Technology has given us wristwatches that tell time within a fraction of a second. This has not necessarily made us more punctual in our habits. Often, we still have to guess the duration of a given “Filipino time” or, more common regionally, “rubber time.”
This casual attitude toward time, unfortunately, can lead beyond missed appointments or mistakes in judgment. Take the case of the claim that the administration released additional pork barrel funds through the Disbursement Acceleration Program (DAP) to buy the impeachment of then Chief Justice Renato Corona. Why has this allegation appeared plausible, despite its dubious source, a senator charged with plunder?
The administration has denied that DAP funds were given as pork barrel and dismissed any link between the release of these funds and the impeachment trial. This response, critics will say, was only to be expected.
But, second, no senator has come forward to admit that his or her vote had been bought. Even Jinggoy Estrada, who first raised the bribery issue, maintained that the pork, which he accepted, did not influence his decision, although he could not speak for his colleagues. No one has confessed to voting on the basis of a bribe.
Third, some senators who voted to acquit apparently received these funds, while others who voted to convict did not.
These factual considerations alone should have laid the bribery charge to rest. And yet, the suspicion persists, and it may be drawing traction not just from parties desperately trying to divert public attention from the Priority Development Assistance Fund plunder cases against Janet Napoles and her partner-legislators. It lingers also, I suspect, because the diversion effort exploits how we naturally think about causality and time.
The Senate impeached Corona. And then—actually, about six months later—they received DAP funds. Therefore, they must have received these funds because they had agreed to impeach Corona. The premise that what happened before caused what happened after appears plausible, since the cause must come before the effect.
Our philosophy teacher used a favorite example of this fallacy that mistakes a temporal sequence for a causal relationship: Roosters crow just before daybreak. Should we believe that the crowing of the cocks causes the sun to rise?
Respecting the chronology of events would also help avoid unwarranted conclusions. Newspaper headlines, for instance, have called attention to the continuing irregularities in the use of PDAF and DAP funds in the P-Noy administration. Whether intended or not, such headlines sell the spin that the administration already knew about the Napoles racket, but knowingly permitted it to continue. It insinuates administration complicity in the corruption.
Even the Commission on Audit, however, only saw the evidence of the PDAF scam at about the time that the Napoles staff started blowing the whistle. Why it took the COA so long to undertake the audit is an important side issue, but it bears stressing that the order to do so came only with the advent of the P-Noy administration. Until that time, PDAF operations, whose origins preceded P-Noy, enjoyed the presumption of legality.
Given this presumption, the administration, in implementing the DAP, allowed 9 percent of the funds to be treated like the PDAF, allowing legislators to recommend projects, as long as they met DAP guidelines. Unfortunately, some senators—and the media have surfaced, among others, the names of Senators Vicente Sotto, Gregorio Honasan and Ferdinand Marcos Jr.—have allegedly managed to direct these funds to Napoles and, perhaps, other bogus nongovernment organizations.
It is disappointing that former senator Ping Lacson should ask why senators had to be consulted if the DAP targeted already approved projects. As he must know, very few legislators can be accused of doing the right thing only because it is the right thing to do. The project may be good, but the perennial question comes up: What is in it for me, or, less crassly, for “my constituency?”
Legislators are politicians, and politics everywhere is a negotiations game. The executive branch would prefer cordial relations with Congress to keep the bargaining within the bounds of decency. The Napoles scam, whether the funds came from the PDAF, DAP or Malampaya Fund clearly breached ethical and legal boundaries.
The Supreme Court will rule on the constitutionality of the PDAF and of the DAP. These are two different mechanisms, neither invulnerable to corruption. But the constitutional issues are separate from the criminal charges filed and to be filed against those accused of plundering public funds.
In a recent national address, P-Noy reassured his “bosses” that he will pursue to its conclusion the investigation and prosecution of the pork barrel cases. The scale and brazenness of the corruption already exposed now make imperative the accounting of the use of pork barrel funds by all legislators, whether from the opposition or the administration.
Hopefully, we will see this in Philippine standard time, not in rubber time.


Your instructions >> Go through the entries below and pick out every line with "marker".

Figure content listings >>
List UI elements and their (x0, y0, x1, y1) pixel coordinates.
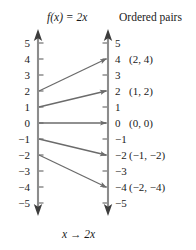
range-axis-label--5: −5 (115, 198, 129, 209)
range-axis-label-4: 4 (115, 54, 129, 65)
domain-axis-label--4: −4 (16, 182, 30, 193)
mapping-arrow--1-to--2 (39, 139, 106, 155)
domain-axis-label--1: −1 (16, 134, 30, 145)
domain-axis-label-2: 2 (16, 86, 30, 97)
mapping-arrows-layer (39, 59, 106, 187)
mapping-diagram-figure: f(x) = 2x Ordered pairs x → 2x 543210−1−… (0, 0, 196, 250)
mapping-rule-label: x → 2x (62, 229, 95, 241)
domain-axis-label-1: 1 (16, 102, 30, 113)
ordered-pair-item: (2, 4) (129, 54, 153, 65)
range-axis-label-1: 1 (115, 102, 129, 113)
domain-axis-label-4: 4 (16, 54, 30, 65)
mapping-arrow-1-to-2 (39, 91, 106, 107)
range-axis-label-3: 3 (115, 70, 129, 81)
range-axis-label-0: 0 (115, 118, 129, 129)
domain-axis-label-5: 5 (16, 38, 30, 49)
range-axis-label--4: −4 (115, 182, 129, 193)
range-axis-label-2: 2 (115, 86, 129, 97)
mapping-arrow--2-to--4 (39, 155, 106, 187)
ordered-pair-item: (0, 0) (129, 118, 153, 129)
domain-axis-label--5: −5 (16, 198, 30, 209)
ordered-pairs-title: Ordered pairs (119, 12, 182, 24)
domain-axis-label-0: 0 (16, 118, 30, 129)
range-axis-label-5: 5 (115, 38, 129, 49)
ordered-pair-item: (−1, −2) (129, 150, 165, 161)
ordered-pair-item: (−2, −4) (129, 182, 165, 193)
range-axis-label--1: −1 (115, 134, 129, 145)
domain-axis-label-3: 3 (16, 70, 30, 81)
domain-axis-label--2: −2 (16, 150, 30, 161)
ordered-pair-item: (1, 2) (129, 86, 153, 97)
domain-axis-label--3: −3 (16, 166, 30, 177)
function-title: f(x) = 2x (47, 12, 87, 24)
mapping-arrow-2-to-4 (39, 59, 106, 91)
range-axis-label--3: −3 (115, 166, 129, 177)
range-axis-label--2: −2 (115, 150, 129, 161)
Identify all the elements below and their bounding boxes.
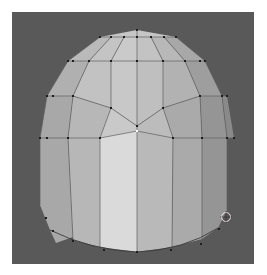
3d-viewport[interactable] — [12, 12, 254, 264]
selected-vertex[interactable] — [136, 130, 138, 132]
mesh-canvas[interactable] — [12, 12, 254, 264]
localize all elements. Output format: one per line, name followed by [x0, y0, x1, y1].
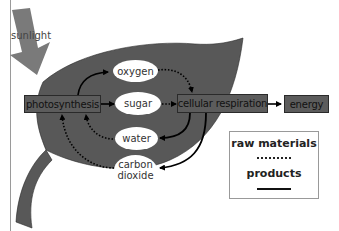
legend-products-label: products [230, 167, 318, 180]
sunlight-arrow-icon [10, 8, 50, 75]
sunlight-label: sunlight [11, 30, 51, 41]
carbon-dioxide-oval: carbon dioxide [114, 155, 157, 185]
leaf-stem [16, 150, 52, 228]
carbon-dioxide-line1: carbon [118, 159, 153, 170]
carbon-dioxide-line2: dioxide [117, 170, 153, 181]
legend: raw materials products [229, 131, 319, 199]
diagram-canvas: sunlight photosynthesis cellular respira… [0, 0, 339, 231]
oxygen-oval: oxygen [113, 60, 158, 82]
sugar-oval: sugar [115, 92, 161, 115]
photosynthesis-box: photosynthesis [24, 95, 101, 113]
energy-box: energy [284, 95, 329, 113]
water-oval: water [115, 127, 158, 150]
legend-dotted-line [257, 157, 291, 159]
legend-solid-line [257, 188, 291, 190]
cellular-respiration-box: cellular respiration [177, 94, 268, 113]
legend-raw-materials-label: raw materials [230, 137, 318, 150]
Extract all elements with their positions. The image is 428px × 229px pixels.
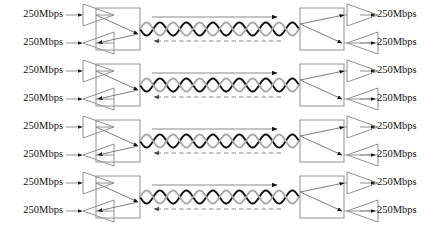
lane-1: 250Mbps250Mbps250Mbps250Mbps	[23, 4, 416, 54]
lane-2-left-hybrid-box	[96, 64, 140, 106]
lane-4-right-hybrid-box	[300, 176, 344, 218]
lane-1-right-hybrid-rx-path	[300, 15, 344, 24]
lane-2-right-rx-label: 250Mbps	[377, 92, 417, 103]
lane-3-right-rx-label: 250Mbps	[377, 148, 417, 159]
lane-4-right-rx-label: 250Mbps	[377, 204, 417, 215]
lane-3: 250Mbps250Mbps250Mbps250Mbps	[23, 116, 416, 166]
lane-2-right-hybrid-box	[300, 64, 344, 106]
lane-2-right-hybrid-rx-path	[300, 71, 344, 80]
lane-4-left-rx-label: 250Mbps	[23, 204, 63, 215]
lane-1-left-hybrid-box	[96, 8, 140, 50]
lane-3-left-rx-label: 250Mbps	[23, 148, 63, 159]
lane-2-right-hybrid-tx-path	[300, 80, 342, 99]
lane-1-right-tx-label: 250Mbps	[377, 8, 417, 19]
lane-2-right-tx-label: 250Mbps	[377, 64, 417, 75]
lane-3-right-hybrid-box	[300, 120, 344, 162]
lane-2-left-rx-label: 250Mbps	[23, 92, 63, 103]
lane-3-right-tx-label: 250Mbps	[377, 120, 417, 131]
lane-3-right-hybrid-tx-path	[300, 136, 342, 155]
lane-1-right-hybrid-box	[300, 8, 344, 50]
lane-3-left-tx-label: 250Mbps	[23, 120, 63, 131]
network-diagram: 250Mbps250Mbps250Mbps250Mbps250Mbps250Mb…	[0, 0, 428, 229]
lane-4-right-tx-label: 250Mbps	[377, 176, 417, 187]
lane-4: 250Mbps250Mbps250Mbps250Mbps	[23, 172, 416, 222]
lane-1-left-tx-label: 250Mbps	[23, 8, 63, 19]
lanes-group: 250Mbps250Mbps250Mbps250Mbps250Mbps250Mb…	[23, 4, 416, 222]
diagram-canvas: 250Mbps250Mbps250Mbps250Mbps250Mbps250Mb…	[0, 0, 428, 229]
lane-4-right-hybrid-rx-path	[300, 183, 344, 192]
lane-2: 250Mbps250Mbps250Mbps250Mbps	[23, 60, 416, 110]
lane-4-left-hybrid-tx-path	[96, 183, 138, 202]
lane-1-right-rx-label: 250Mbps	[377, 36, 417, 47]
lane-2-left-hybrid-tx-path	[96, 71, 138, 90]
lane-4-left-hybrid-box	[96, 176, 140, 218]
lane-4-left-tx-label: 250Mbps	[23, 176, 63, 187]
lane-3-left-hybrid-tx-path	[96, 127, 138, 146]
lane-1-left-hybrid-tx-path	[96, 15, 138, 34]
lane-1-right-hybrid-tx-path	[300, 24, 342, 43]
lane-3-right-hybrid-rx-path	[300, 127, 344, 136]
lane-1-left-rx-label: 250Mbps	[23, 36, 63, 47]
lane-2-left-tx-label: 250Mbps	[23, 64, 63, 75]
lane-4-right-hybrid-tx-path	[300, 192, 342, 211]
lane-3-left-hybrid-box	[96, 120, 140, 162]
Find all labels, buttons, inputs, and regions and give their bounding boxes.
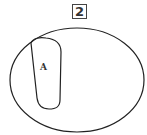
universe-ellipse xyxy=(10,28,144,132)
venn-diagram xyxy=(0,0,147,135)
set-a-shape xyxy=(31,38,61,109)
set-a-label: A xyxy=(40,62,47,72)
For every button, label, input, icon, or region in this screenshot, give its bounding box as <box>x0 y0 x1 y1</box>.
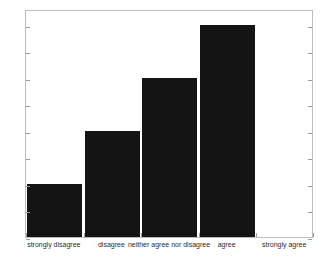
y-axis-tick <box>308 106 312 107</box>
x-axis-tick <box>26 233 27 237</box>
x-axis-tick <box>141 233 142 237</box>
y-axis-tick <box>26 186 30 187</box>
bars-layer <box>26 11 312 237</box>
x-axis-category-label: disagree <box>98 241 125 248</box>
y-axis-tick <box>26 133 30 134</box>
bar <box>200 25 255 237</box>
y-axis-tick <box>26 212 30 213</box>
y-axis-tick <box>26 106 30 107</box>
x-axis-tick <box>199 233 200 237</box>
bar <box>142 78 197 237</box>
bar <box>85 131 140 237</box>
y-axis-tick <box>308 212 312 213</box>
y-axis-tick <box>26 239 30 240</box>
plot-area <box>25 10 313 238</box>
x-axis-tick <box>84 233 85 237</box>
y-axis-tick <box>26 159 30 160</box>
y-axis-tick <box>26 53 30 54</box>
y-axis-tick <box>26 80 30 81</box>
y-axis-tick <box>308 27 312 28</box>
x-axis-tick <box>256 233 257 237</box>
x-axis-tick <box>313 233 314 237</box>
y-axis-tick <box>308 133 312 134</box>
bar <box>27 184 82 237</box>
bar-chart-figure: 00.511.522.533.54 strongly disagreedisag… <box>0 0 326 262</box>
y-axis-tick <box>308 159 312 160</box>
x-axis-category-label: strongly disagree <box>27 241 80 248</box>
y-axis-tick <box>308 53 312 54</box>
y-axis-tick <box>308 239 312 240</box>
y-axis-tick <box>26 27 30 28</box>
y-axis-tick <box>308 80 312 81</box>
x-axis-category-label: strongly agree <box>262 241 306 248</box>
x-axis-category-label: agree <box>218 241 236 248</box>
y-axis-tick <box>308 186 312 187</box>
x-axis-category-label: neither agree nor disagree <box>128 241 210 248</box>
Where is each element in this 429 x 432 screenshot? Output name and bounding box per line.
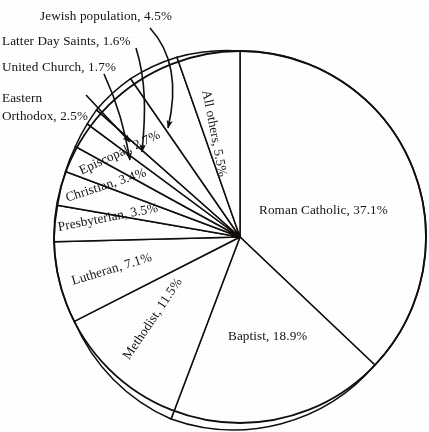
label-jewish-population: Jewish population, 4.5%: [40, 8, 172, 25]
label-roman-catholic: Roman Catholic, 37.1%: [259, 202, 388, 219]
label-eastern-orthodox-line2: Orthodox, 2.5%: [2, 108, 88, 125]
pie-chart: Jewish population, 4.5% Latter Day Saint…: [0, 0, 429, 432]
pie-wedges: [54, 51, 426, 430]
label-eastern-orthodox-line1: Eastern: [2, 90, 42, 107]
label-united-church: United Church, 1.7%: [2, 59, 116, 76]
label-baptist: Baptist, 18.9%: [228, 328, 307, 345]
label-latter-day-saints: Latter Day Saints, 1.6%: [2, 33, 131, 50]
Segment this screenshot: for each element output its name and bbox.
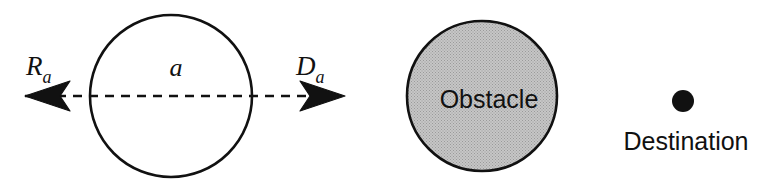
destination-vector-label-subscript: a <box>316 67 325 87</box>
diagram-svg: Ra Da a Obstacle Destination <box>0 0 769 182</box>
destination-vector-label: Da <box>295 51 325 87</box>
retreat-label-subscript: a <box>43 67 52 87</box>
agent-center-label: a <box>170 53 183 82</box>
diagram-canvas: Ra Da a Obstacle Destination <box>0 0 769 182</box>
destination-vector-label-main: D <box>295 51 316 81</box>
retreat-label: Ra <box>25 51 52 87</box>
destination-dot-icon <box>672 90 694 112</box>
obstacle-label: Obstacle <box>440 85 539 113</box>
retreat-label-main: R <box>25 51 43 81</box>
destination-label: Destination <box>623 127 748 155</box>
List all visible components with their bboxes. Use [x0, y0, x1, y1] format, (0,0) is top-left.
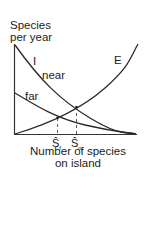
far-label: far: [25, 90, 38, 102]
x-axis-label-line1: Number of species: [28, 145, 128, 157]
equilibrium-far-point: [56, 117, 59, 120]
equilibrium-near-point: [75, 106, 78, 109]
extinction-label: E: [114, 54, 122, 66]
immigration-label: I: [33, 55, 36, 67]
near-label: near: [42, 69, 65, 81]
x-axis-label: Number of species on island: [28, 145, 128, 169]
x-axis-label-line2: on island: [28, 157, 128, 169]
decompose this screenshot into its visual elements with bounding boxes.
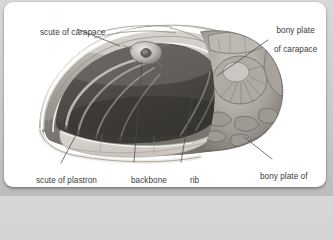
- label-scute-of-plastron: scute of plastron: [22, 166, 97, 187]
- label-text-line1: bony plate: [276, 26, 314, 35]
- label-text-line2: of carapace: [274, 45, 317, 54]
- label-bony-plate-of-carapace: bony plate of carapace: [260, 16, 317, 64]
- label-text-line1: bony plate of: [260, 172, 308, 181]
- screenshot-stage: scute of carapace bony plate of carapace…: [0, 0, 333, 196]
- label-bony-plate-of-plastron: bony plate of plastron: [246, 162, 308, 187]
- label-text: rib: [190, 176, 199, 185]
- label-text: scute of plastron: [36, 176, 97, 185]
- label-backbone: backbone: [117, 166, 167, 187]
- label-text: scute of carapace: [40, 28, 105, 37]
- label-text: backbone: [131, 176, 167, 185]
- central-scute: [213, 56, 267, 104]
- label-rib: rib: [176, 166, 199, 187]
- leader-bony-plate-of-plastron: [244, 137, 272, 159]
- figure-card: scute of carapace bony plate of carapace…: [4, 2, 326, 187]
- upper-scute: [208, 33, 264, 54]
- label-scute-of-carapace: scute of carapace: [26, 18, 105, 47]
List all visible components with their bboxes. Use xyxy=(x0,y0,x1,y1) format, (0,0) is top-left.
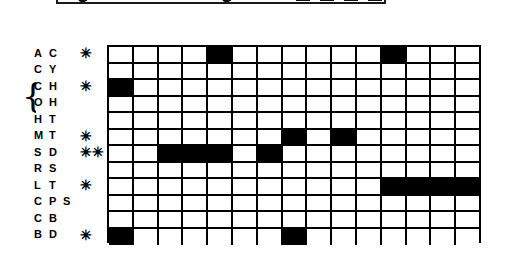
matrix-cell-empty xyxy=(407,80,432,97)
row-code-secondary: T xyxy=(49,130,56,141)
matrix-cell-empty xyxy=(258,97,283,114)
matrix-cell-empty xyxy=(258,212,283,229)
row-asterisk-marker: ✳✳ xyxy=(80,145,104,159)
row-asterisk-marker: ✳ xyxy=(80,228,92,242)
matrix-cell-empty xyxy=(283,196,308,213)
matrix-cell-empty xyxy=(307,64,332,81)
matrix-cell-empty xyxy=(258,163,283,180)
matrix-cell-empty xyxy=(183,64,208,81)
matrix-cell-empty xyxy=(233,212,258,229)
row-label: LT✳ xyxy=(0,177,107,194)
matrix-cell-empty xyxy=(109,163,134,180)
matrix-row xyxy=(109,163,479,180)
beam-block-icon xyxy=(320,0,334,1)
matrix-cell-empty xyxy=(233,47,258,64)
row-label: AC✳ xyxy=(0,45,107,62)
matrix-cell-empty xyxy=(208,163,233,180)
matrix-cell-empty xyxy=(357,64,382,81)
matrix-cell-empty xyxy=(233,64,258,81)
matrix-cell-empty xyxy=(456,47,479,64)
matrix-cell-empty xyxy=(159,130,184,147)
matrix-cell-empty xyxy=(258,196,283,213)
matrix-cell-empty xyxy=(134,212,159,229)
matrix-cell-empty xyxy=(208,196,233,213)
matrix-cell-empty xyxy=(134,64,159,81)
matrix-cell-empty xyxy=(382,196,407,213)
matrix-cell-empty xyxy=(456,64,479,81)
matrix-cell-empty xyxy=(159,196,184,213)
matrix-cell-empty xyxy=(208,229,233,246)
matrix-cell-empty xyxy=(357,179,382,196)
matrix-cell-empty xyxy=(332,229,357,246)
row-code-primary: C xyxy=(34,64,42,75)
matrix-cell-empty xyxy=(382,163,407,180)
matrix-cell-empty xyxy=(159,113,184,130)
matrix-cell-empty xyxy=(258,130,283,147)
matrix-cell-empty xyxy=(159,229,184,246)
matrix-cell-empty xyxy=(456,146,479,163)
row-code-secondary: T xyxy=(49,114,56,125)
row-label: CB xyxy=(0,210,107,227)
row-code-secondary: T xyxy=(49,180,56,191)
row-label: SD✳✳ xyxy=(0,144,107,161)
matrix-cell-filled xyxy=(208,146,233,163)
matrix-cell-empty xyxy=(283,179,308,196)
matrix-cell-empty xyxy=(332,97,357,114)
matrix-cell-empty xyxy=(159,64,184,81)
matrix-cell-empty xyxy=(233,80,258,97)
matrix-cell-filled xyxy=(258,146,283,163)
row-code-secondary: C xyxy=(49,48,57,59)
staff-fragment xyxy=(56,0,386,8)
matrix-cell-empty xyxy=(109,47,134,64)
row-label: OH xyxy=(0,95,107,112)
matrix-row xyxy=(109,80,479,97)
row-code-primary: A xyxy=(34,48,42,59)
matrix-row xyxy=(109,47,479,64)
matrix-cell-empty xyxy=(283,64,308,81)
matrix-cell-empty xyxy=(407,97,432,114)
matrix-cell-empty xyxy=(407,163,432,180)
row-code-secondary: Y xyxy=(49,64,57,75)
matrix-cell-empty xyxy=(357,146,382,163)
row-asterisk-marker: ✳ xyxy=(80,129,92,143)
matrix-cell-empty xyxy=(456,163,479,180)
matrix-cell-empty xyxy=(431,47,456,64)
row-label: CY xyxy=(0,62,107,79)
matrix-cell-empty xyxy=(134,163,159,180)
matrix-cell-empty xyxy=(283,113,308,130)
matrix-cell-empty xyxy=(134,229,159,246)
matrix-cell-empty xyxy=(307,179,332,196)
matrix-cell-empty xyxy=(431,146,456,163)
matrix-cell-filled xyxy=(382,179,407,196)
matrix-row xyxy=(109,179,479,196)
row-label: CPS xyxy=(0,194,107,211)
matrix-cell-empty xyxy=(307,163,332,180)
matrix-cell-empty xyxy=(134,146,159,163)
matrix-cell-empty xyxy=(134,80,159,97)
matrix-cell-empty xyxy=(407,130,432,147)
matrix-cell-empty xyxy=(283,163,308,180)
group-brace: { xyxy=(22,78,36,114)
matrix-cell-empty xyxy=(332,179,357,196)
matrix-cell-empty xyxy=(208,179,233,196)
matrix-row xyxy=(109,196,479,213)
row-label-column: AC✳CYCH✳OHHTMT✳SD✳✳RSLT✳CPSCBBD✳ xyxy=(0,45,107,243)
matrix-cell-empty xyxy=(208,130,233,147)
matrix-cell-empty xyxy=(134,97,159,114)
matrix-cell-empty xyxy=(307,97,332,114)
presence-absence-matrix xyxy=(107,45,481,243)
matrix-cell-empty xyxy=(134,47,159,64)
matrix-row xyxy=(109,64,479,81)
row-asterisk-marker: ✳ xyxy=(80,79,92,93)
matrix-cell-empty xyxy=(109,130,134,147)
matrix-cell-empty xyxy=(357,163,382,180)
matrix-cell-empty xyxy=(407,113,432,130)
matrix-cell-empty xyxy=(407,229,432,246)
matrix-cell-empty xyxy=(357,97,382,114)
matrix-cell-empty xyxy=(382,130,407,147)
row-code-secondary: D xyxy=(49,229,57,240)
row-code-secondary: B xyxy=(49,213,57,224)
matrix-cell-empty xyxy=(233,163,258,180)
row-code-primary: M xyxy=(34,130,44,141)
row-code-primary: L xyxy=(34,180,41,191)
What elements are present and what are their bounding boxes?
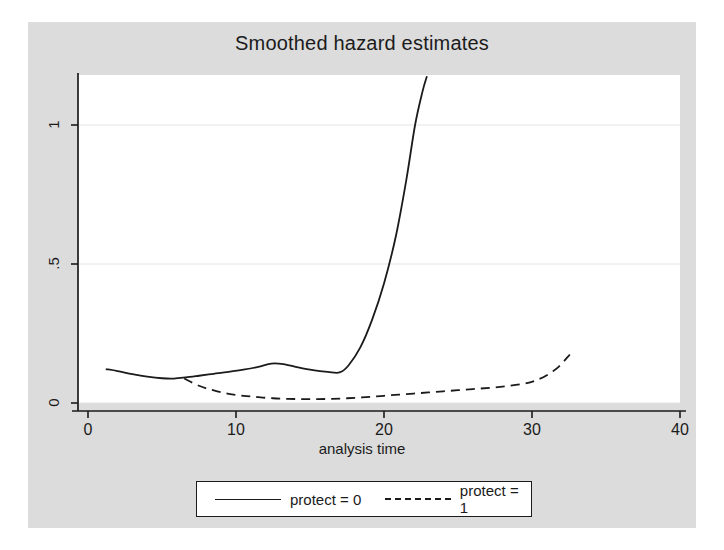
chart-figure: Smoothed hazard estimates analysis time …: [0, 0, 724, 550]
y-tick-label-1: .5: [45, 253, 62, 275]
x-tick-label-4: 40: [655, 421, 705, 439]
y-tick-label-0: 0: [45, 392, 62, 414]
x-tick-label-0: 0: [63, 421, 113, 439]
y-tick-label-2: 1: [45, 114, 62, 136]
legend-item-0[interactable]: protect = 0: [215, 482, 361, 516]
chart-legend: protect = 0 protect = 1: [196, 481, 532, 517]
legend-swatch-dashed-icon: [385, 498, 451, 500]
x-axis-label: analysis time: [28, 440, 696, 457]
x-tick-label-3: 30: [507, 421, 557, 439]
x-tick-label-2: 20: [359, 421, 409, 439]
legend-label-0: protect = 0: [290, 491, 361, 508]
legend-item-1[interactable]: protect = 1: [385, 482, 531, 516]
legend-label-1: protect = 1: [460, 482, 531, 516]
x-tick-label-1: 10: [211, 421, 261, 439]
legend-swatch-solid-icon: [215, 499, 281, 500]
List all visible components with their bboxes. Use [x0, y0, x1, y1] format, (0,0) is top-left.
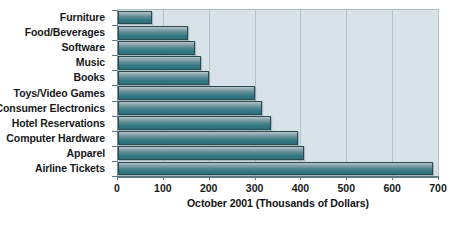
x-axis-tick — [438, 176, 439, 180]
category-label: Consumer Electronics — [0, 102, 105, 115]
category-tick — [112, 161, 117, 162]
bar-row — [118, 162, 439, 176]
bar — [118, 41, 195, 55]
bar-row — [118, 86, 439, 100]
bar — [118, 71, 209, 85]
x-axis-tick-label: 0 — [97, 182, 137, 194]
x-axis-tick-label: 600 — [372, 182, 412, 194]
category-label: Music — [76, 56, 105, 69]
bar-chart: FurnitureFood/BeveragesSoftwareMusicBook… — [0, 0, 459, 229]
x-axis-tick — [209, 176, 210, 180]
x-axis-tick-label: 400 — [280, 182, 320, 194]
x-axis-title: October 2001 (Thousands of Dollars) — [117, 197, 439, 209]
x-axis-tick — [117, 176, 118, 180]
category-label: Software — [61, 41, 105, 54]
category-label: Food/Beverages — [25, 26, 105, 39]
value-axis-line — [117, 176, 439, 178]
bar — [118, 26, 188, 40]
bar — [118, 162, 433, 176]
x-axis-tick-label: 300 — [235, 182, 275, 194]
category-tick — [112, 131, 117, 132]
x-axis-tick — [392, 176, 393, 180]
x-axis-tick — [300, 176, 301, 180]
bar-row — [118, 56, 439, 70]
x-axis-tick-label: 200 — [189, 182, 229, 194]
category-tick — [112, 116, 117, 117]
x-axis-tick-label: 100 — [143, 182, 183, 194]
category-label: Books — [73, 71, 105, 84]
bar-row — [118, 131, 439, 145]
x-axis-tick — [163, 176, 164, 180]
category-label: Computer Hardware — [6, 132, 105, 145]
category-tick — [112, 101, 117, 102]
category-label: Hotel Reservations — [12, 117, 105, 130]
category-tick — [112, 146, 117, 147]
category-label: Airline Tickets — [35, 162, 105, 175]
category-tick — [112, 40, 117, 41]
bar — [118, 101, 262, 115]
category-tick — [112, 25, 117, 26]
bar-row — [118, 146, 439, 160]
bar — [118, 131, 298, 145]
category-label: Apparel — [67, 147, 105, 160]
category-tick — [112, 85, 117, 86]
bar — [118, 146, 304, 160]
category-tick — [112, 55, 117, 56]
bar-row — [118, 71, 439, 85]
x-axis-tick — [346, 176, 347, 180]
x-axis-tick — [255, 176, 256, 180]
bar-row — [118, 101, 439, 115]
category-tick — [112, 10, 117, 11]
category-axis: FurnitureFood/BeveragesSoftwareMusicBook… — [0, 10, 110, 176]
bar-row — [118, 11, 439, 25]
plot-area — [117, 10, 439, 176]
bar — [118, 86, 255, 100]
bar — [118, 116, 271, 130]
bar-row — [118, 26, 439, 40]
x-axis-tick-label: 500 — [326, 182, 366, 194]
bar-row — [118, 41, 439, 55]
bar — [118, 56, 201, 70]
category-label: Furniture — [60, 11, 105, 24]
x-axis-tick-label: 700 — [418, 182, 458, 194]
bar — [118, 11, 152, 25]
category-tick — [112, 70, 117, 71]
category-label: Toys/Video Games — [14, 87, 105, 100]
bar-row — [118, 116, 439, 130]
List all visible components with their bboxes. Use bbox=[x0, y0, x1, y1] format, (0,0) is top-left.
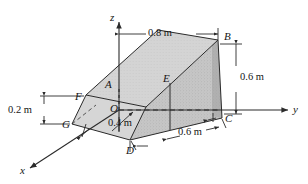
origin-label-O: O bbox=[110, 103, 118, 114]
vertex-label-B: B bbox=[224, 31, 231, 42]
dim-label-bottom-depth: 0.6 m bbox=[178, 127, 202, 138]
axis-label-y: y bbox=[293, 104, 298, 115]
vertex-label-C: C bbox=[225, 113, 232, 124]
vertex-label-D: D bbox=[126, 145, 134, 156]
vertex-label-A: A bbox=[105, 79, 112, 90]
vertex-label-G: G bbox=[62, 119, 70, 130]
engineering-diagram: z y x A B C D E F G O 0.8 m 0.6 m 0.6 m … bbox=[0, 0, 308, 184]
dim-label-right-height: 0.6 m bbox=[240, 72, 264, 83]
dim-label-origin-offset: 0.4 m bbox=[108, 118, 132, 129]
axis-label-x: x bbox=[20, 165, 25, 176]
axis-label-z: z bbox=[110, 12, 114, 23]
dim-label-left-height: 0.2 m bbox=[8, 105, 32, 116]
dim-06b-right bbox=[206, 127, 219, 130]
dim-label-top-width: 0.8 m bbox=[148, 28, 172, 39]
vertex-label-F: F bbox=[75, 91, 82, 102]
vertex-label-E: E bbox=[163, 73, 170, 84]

Finished task >>
row-asterisk-marker: ✳✳ xyxy=(80,145,104,159)
row-asterisk-marker: ✳ xyxy=(80,228,92,242)
row-asterisk-marker: ✳ xyxy=(80,129,92,143)
row-asterisk-marker: ✳ xyxy=(80,79,92,93)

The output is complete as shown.